With a crowded bar as a backdrop, the Sandbox Theatre’s comedy takes over Monday nights at Matilda

By Paola Lastick

Sandbox Theatre makes the kind of comedic plays that leave you wanting more, although I had no idea of its addictive power when I made the reservations for “Bottle, Can, Draft.” Not knowing exactly what to expect and going on no more than a blurb on a website, I set out for Matilda on a Monday night, thus abandoning my usual nine o’clock bedtime ritual.

By the time I get to the bar, the place is hopping, and I am surprised at how many people go to bars on Monday nights. Guys and girls wedge up against the bar, as the bartender served drinks as fast as humanly possible.

I spot an available seat against the cool breeze of the open windows at the front of the bar, and I sit expectantly waiting. Searching through the crowd for whom the actors might be, I wonder when the play will start. I check my watch. Two minutes till nine. Surely the lights would be dimming and red velvet curtains would be systematically parting to welcome the cast. But as the minute hand inches its way toward the top of my watch, people continue to mill around the bar asking for drinks. When was the play going to start? Did I get the time right?

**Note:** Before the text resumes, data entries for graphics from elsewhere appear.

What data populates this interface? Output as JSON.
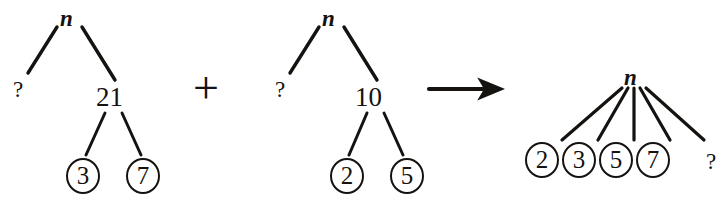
{
  "figure": {
    "stroke_color": "#15120f",
    "background_color": "#ffffff",
    "operators": {
      "plus": "+",
      "arrow": "arrow-right-icon"
    },
    "unknown_symbol": "?"
  },
  "trees": [
    {
      "id": "tree-left",
      "root_label": "n",
      "children": [
        {
          "label": "?",
          "circled": false
        },
        {
          "label": "21",
          "circled": false,
          "children": [
            {
              "label": "3",
              "circled": true
            },
            {
              "label": "7",
              "circled": true
            }
          ]
        }
      ]
    },
    {
      "id": "tree-middle",
      "root_label": "n",
      "children": [
        {
          "label": "?",
          "circled": false
        },
        {
          "label": "10",
          "circled": false,
          "children": [
            {
              "label": "2",
              "circled": true
            },
            {
              "label": "5",
              "circled": true
            }
          ]
        }
      ]
    },
    {
      "id": "tree-right",
      "root_label": "n",
      "children": [
        {
          "label": "2",
          "circled": true
        },
        {
          "label": "3",
          "circled": true
        },
        {
          "label": "5",
          "circled": true
        },
        {
          "label": "7",
          "circled": true
        },
        {
          "label": "?",
          "circled": false
        }
      ]
    }
  ],
  "left_tree": {
    "root": "n",
    "unknown": "?",
    "composite": "21",
    "leaf_a": "3",
    "leaf_b": "7"
  },
  "middle_tree": {
    "root": "n",
    "unknown": "?",
    "composite": "10",
    "leaf_a": "2",
    "leaf_b": "5"
  },
  "right_tree": {
    "root": "n",
    "leaf_1": "2",
    "leaf_2": "3",
    "leaf_3": "5",
    "leaf_4": "7",
    "unknown": "?"
  },
  "operators": {
    "plus": "+"
  }
}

I am almost done with my beer when, out of nowhere, a young girl races through the entrance of Matilda and stands on top of a table. She begins to call on us for attention. This is it. The play is starting.

The actress announces at the top of her lungs how she had quit her job and was going to be our waitress for the night. Unsatisfied with her day job, our newly appointed waitress had quit her job to start a career as a writer.

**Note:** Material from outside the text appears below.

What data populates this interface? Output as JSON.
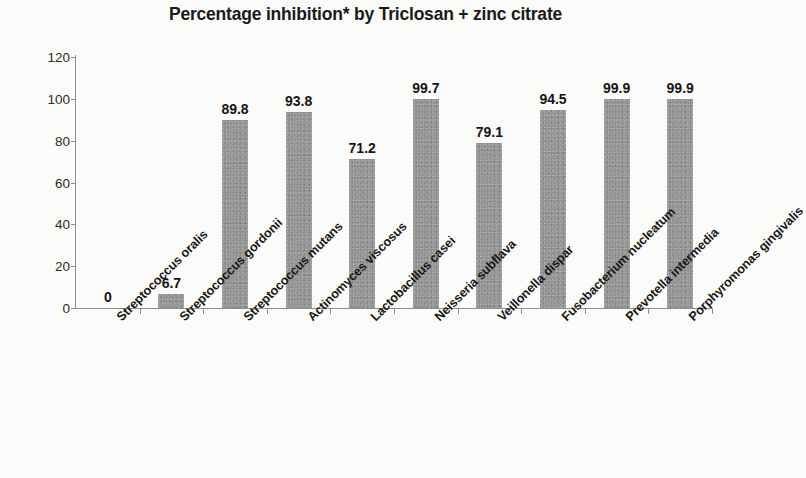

Great, as a writer myself, I’m relating to the play already. All of a sudden, the bartender tells the girl she can start tomorrow and not tonight. Wait a minute. Is this girl, yelling at the top of her lungs, an actress in the play or is she really our waitress? Why would the bartender, who only minutes ago served me a beer, be talking during the play if this girl was not indeed our waitress?

I sit back, frustration quickly building, and wait for the real actors to get started. I stare at my watch once more as a tinge of regret begins to creep up inside of me for coming out so late on a work night. As I wonder how many cups of coffee it will take for me to be somewhat functional at work the next morning, a conversation begins to form among three 20-somethings at the bar, and just like that, I forget what time it is or when the play will start, as I am completely enthralled with what they are saying.

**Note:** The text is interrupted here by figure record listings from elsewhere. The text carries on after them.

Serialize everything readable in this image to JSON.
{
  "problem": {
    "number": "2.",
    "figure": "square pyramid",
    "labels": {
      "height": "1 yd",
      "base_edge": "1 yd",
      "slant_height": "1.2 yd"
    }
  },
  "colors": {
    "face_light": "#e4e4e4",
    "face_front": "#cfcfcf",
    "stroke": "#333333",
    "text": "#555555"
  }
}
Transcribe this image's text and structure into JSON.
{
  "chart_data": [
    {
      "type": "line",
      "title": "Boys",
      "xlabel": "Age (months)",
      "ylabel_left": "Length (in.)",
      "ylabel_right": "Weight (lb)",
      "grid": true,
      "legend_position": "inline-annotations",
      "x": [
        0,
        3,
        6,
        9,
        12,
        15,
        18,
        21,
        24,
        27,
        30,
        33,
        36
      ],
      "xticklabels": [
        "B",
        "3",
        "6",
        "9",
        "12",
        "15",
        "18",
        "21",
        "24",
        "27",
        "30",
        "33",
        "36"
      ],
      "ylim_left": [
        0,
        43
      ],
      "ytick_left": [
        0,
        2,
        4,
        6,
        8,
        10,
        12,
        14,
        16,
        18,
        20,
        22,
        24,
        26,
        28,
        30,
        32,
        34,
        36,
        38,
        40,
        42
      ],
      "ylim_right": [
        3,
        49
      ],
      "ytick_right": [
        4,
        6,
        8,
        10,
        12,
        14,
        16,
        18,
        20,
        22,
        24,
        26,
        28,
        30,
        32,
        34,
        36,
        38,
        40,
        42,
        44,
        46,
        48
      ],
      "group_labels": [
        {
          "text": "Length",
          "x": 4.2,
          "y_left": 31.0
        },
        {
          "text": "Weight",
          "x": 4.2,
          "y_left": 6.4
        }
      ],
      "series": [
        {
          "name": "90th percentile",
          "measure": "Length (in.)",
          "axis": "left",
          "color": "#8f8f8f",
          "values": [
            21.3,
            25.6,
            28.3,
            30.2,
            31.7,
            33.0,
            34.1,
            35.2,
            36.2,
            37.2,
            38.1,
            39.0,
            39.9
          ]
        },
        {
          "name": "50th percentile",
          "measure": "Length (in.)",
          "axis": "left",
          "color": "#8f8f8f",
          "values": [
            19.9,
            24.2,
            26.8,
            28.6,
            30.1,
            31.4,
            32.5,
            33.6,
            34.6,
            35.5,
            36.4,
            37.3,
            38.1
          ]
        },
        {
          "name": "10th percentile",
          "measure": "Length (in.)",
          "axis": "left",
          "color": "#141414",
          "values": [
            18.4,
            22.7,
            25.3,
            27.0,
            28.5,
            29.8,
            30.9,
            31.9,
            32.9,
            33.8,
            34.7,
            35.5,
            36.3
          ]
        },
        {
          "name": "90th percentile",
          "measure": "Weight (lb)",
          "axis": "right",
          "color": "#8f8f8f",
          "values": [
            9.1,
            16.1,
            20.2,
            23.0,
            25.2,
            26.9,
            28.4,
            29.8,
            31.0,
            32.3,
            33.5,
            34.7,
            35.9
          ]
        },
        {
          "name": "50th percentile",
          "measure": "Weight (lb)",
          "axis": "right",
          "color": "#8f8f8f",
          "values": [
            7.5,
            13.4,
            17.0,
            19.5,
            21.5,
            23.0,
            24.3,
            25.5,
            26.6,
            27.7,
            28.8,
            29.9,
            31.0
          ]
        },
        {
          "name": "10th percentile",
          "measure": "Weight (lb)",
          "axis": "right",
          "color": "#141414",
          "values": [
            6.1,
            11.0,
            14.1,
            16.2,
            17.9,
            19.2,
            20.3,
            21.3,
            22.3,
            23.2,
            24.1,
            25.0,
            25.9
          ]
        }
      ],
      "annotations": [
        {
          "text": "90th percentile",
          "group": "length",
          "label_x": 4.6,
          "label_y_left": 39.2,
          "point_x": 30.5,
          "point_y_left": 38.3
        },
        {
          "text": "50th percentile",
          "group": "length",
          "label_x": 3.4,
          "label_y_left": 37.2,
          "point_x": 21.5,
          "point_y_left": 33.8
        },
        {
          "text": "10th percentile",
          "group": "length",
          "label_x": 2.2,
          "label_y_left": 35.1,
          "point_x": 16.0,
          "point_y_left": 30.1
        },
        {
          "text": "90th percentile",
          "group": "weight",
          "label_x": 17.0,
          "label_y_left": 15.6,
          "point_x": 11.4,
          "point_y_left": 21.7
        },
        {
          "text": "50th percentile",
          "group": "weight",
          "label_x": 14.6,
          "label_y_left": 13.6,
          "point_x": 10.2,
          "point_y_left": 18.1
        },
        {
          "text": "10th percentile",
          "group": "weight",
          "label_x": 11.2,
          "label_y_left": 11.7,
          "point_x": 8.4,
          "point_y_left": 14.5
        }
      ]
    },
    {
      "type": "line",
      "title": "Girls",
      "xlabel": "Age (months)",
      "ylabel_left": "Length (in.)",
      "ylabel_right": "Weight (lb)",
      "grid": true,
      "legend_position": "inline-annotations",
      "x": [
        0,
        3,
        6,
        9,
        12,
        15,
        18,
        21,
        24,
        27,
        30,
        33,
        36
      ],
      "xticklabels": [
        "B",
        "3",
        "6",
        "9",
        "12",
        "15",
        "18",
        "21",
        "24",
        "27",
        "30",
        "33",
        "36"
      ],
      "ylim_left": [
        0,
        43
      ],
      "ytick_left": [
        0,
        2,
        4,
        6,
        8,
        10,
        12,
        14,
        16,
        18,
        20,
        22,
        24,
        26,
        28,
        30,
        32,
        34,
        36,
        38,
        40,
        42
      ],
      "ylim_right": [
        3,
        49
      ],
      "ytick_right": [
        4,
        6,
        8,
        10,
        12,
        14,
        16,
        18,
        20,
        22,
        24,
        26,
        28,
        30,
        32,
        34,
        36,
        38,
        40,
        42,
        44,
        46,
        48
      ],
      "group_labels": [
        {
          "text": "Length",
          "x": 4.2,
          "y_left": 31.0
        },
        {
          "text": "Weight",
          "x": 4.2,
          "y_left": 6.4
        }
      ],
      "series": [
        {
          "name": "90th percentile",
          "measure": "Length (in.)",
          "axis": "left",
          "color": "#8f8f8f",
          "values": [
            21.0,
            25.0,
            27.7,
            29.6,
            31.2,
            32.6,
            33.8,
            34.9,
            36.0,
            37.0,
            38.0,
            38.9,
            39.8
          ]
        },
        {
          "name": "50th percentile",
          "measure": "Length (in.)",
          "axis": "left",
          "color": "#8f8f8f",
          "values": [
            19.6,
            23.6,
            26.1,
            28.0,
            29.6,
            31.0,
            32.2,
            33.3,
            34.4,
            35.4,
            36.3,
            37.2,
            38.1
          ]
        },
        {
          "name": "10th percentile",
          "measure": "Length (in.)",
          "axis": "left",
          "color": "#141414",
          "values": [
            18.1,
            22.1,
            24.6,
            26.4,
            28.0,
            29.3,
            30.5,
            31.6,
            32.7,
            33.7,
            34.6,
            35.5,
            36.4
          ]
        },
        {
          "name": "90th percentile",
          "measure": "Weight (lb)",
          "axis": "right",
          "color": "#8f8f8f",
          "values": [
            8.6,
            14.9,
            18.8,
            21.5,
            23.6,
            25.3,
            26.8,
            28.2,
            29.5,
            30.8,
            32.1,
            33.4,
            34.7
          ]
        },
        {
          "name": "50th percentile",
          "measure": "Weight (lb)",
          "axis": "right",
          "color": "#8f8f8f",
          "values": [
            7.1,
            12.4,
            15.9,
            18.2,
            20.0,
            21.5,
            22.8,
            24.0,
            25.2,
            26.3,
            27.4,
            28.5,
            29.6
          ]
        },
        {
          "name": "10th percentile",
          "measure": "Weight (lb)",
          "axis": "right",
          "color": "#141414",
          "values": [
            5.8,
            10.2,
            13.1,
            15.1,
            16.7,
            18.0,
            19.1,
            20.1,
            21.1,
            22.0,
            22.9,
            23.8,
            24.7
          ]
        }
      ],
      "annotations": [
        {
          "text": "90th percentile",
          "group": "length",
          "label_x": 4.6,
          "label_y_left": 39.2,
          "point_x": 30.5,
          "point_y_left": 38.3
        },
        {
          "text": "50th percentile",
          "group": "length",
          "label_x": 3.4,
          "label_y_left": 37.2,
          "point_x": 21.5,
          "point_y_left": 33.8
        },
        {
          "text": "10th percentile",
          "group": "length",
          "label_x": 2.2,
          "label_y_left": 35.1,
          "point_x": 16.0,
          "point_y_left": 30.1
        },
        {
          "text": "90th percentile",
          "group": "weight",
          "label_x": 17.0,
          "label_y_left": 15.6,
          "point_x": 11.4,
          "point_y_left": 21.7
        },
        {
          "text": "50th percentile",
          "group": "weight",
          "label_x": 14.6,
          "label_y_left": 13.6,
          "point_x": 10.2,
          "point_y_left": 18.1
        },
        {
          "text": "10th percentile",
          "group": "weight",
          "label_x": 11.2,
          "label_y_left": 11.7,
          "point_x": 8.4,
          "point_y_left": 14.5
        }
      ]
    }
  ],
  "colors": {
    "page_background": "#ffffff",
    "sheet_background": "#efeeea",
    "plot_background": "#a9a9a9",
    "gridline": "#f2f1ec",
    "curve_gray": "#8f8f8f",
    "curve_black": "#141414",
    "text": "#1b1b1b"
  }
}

I feel like a fly on the wall, allowed to eavesdrop on private conversations about dead-end jobs, world travel and reuniting with old flames. I am not the only one immersed in the conversation. Patrons at the bar, the tables and the couch on which I am seated are all closely paying attention to the topic being discussed, laughing and sighing at all the right places.

If it weren’t due to the fact the Sandbox Theatre needed a non-traditional stage to put on its play, Matilda would be closed on Monday nights. Every Monday night, bargoers intermingle with the cast of “Bottle, Can, Draft,” giving the play something no other show in Chicago has to offer — an opportunity to be a part of the play. The show is sold out tonight, as it has been every Monday night it has played, and everyone at the bar, it seems, is here to watch the play.

During the course of the show, the actors rush back and forth, using the entire bar as a stage. Maneuvering around the audience, the cast members race through the front door at times to retrieve forgotten items such as cell phones or pens from parked cars, much like real life patrons would.

At one point during the play, one of the actors convinces his friend to sneak out through an open window at the front of the bar so the girl he likes won’t see he has arrived before her.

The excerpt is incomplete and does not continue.